Bumper boats are an amusement park ride that uses inner tube shaped watercraft that can be steered by the rider. Some are driven by electric motors, some by gasoline engines, and some require the rider to propel the craft by pedaling. Most are equipped with water guns for duels with other riders. Bumper boat attractions can commonly be found in places such as amusement parks, carnivals, fairs, family fun centers, and theme parks.

Bumper boats are an amusement ride in which people drive small boats in a pool or pond and try to crash into each other for fun. In a patent application related to the ride, its inventor wrote, "one of the thrills of operating amusement park boats of this type is to initiate collisions with other similar boat within a relatively confined pool." The small boats can hold one or two people and have oversized fenders that resemble a large tractor tire inner tube. The boats are powered by either electric or gasoline engines.

Edward A. Morgan, co-founder of amusement park ride manufacturer Arrow Development Company, invented bumper boats in the early 1970s. Morgan applied for a U.S. patent on the ride in 1972. The U.S. government granted the patent in 1974. The patent includes detailed design and construction guidelines, including a maximum speed of four miles per hour and circular shock absorbers around the boat to protect riders.

Bumper boats are similar in concept to the much older and more ubiquitous bumper cars.

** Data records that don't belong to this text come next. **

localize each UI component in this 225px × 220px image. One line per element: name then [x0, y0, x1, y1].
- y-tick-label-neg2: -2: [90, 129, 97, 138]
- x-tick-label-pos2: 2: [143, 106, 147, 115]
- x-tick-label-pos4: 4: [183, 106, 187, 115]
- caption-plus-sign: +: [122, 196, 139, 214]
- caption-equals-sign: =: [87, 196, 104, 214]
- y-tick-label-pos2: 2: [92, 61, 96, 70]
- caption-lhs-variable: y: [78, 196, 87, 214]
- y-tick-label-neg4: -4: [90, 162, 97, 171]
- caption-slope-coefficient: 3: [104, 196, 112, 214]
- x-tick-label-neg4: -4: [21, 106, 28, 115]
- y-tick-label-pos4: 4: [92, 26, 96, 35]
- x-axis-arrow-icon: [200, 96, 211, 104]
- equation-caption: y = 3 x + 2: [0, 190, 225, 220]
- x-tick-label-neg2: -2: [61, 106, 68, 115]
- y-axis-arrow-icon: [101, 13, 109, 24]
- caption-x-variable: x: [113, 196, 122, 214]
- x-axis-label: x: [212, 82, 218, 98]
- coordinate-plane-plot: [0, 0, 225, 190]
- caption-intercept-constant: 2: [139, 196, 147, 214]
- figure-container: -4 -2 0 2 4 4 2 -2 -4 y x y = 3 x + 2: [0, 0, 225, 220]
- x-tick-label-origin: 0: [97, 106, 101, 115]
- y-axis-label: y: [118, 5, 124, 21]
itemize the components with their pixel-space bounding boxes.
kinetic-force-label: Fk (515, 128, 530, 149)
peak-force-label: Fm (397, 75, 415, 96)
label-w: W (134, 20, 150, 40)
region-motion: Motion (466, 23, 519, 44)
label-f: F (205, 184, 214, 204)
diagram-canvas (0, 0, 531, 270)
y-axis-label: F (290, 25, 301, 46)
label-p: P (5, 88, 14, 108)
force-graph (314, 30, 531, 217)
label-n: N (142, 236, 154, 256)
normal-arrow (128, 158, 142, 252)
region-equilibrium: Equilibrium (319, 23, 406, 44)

Like bumper boats, the point of bumper cars is to collide with other cars. Bumper cars date to the early 1920s. Bumper car collisions tend to be more jarring than bumper boats.

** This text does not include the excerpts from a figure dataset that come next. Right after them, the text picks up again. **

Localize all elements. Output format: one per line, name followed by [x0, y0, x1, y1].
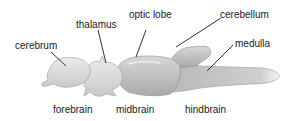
- label-cerebellum: cerebellum: [220, 9, 269, 20]
- region-hindbrain: hindbrain: [185, 104, 226, 115]
- label-medulla: medulla: [235, 38, 270, 49]
- label-optic-lobe: optic lobe: [129, 9, 172, 20]
- region-forebrain: forebrain: [53, 104, 92, 115]
- label-cerebrum: cerebrum: [15, 40, 57, 51]
- cerebellum-leader: [176, 18, 221, 47]
- optic-lobe-leader: [136, 30, 146, 57]
- region-midbrain: midbrain: [116, 104, 154, 115]
- label-thalamus: thalamus: [76, 19, 117, 30]
- cerebrum-shape: [42, 57, 91, 87]
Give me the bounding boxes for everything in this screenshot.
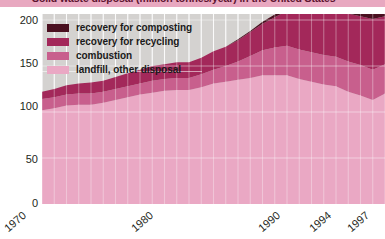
y-tick-50: 50 (4, 153, 38, 165)
legend-item-combustion: combustion (47, 49, 212, 63)
legend-swatch-recycling (47, 38, 69, 46)
y-tick-150: 150 (4, 57, 38, 69)
y-tick-200: 200 (4, 14, 38, 26)
legend-label-landfill: landfill, other disposal (76, 64, 181, 75)
legend-label-combustion: combustion (76, 50, 132, 61)
chart-figure: Solid waste disposal (million tonnes/yea… (0, 0, 385, 239)
legend-item-composting: recovery for composting (47, 21, 212, 35)
x-tick-1994: 1994 (307, 209, 333, 234)
chart-legend: recovery for composting recovery for rec… (47, 21, 212, 77)
chart-title: Solid waste disposal (million tonnes/yea… (32, 0, 336, 4)
legend-label-composting: recovery for composting (76, 22, 192, 33)
x-tick-1980: 1980 (129, 209, 155, 234)
x-tick-1970: 1970 (2, 209, 28, 234)
legend-swatch-composting (47, 24, 69, 32)
legend-item-landfill: landfill, other disposal (47, 63, 212, 77)
legend-swatch-landfill (47, 66, 69, 74)
legend-item-recycling: recovery for recycling (47, 35, 212, 49)
chart-title-banner: Solid waste disposal (million tonnes/yea… (0, 0, 385, 7)
y-tick-100: 100 (4, 100, 38, 112)
legend-label-recycling: recovery for recycling (76, 36, 179, 47)
x-axis: 1970 1980 1990 1994 1997 (0, 204, 385, 239)
legend-swatch-combustion (47, 52, 69, 60)
x-tick-1990: 1990 (256, 209, 282, 234)
x-tick-1997: 1997 (345, 209, 371, 234)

Arrow Development Company, later known as Arrow Dynamics, was the original maker and patent owner of the bumper boats ride. Arrow was founded in 1946 by Edward Morgan and Karl Bacon as a builder of carousels and other rides. The company's fortunes took off when Walt Disney hired it to build many of Disneyland's original rides, such as Snow White's Adventures and Casey Jr. Circus Train. The company gradually became mostly a roller coaster maker over the years. It went bankrupt in 2001. Rival ride maker S&S Power bought Arrow that year and maintains S&S Arrow as a division today. It primarily makes roller coasters.

Another idea spawned during the decade of the 1930s was the "Dodgem Motor Boats." Like the Dodgem car, the boats were operator driven and seated two adults. As the Dodgem car had given many a first opportunity to "get behind the wheel of a car," so the boats gave many their first chance to operate a powerboat. Streamlined and slick in appearance, the powerboats were designed to give both driver and passenger the feeling of a luxury ride in a lake or lagoon.

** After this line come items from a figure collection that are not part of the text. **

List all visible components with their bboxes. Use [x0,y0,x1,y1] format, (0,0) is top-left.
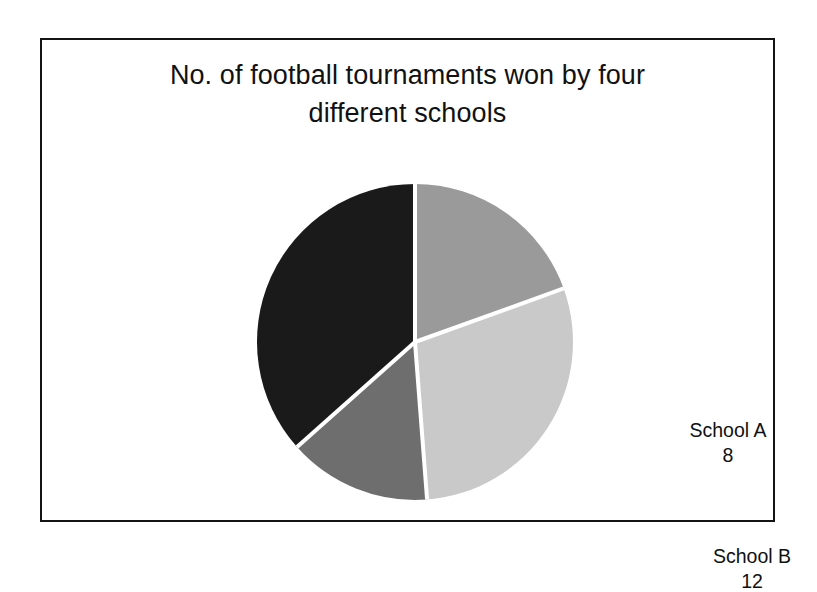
chart-title-line-2: different schools [60,94,755,132]
pie-label-school-b-name: School B [697,544,807,569]
pie-chart-svg [255,182,575,502]
pie-label-school-b-value: 12 [697,569,807,592]
chart-title-line-1: No. of football tournaments won by four [60,56,755,94]
chart-title: No. of football tournaments won by four … [60,56,755,132]
pie-chart: School A 8 School B 12 School C 6 School… [255,182,575,502]
pie-label-school-b: School B 12 [697,544,807,592]
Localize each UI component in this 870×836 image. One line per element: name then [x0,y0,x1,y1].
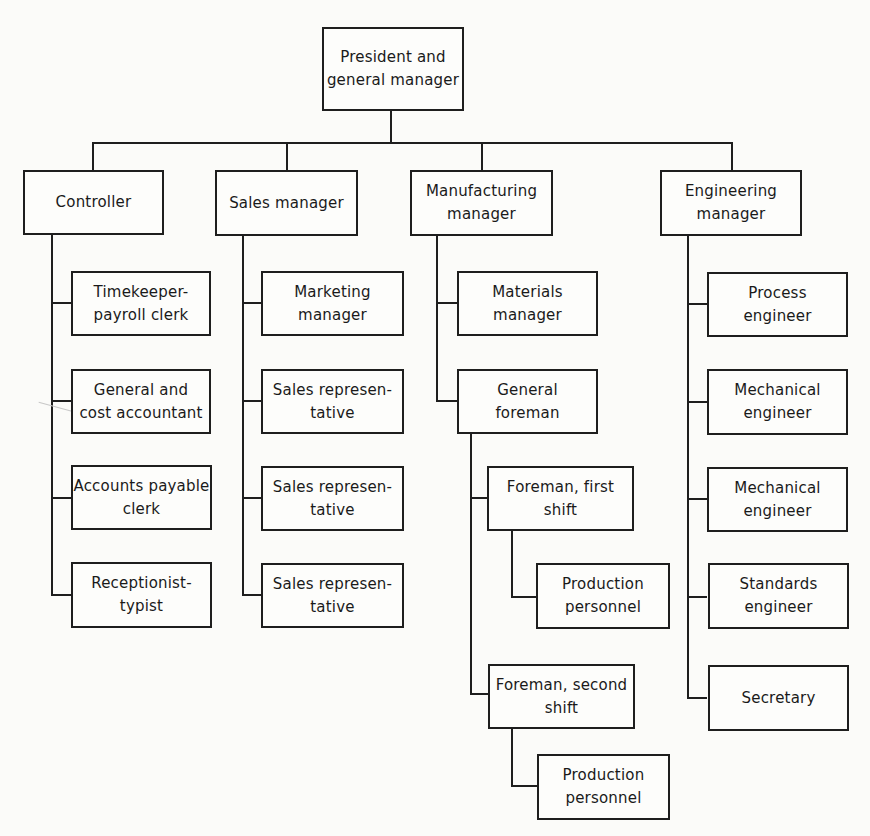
node-label: Controller [56,191,132,214]
node-label: Manufacturing [426,180,537,203]
node-label: Materials [492,281,563,304]
node-production-personnel-second: Production personnel [537,754,670,820]
node-label: Foreman, first [507,476,614,499]
node-label: General and [94,379,188,402]
connector-sales-spine [242,235,244,596]
node-sales-representative-3: Sales represen- tative [261,563,404,628]
node-label: engineer [744,596,812,619]
node-label: Mechanical [734,477,820,500]
connector-controller-r2 [51,400,71,402]
node-label: General [497,379,558,402]
node-label: payroll clerk [94,304,189,327]
node-label: manager [298,304,367,327]
connector-controller-r1 [51,302,71,304]
node-label: Process [748,282,806,305]
node-label: general manager [327,69,459,92]
node-label: tative [310,499,354,522]
node-label: Marketing [294,281,371,304]
node-label: manager [697,203,766,226]
connector-controller-r4 [51,594,71,596]
connector-controller-spine [51,234,53,596]
node-production-personnel-first: Production personnel [536,563,670,629]
connector-engineering-r5 [687,697,707,699]
node-label: clerk [123,498,161,521]
node-president: President and general manager [322,27,464,111]
connector-manufacturing-r1 [436,302,457,304]
connector-sales-r1 [242,302,262,304]
node-label: tative [310,402,354,425]
node-label: Mechanical [734,379,820,402]
connector-sales-drop [286,142,288,171]
connector-second-shift-r1 [511,785,537,787]
node-standards-engineer: Standards engineer [708,563,849,629]
connector-engineering-r2 [687,401,707,403]
connector-first-shift-stem [511,530,513,598]
node-receptionist-typist: Receptionist- typist [71,562,212,628]
connector-sales-r2 [242,400,262,402]
node-secretary: Secretary [708,665,849,731]
node-label: Sales manager [229,192,344,215]
node-label: manager [447,203,516,226]
node-accounts-payable-clerk: Accounts payable clerk [71,465,212,530]
node-general-cost-accountant: General and cost accountant [71,369,211,434]
connector-president-stem [390,110,392,144]
node-sales-representative-2: Sales represen- tative [261,466,404,531]
connector-second-shift-stem [511,728,513,787]
node-controller: Controller [23,170,164,235]
node-marketing-manager: Marketing manager [261,271,404,336]
node-foreman-second-shift: Foreman, second shift [488,664,635,729]
connector-controller-drop [92,142,94,171]
node-foreman-first-shift: Foreman, first shift [487,466,634,531]
node-label: foreman [495,402,559,425]
node-label: cost accountant [79,402,202,425]
node-process-engineer: Process engineer [707,272,848,337]
node-label: Production [563,764,645,787]
node-timekeeper-payroll-clerk: Timekeeper- payroll clerk [71,271,211,336]
node-mechanical-engineer-2: Mechanical engineer [707,467,848,532]
node-sales-representative-1: Sales represen- tative [261,369,404,434]
node-label: engineer [743,500,811,523]
connector-sales-r4 [242,594,262,596]
node-label: Foreman, second [496,674,628,697]
connector-engineering-r4 [687,596,707,598]
node-label: Accounts payable [73,475,209,498]
node-label: Timekeeper- [94,281,189,304]
connector-foreman-r1 [470,497,488,499]
node-engineering-manager: Engineering manager [660,170,802,236]
node-label: Engineering [685,180,777,203]
node-label: typist [120,595,163,618]
node-general-foreman: General foreman [457,369,598,434]
connector-top-bus [92,142,733,144]
connector-foreman-r2 [470,693,488,695]
connector-manufacturing-drop [481,142,483,171]
node-label: Sales represen- [273,379,392,402]
connector-engineering-r1 [687,303,707,305]
node-label: tative [310,596,354,619]
node-label: Secretary [742,687,816,710]
connector-manufacturing-spine [436,235,438,402]
node-label: shift [544,499,577,522]
connector-manufacturing-r2 [436,400,457,402]
connector-foreman-spine [470,433,472,695]
node-label: Production [562,573,644,596]
node-label: Receptionist- [91,572,192,595]
node-label: engineer [743,402,811,425]
node-label: President and [340,46,446,69]
node-sales-manager: Sales manager [215,170,358,236]
node-label: engineer [743,305,811,328]
node-manufacturing-manager: Manufacturing manager [410,170,553,236]
node-label: personnel [565,787,641,810]
node-label: Standards [740,573,818,596]
connector-first-shift-r1 [511,596,537,598]
node-label: personnel [565,596,641,619]
connector-controller-r3 [51,497,71,499]
connector-engineering-drop [731,142,733,171]
node-materials-manager: Materials manager [457,271,598,336]
connector-sales-r3 [242,497,262,499]
node-label: shift [545,697,578,720]
node-label: manager [493,304,562,327]
node-label: Sales represen- [273,573,392,596]
node-label: Sales represen- [273,476,392,499]
node-mechanical-engineer-1: Mechanical engineer [707,369,848,435]
connector-engineering-r3 [687,498,707,500]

A brief eyewitness description of the boats constructed for this new ride was written in July 1932:

Visited Amesbury with Markey and looked over his new Dodgem boat which is a very nice looking job. It is considerably longer than the water skooter made by Lusse [Company] and built on a different principal. These are made all of wood. This, if it operates satisfactorily, should prove a very nice boat.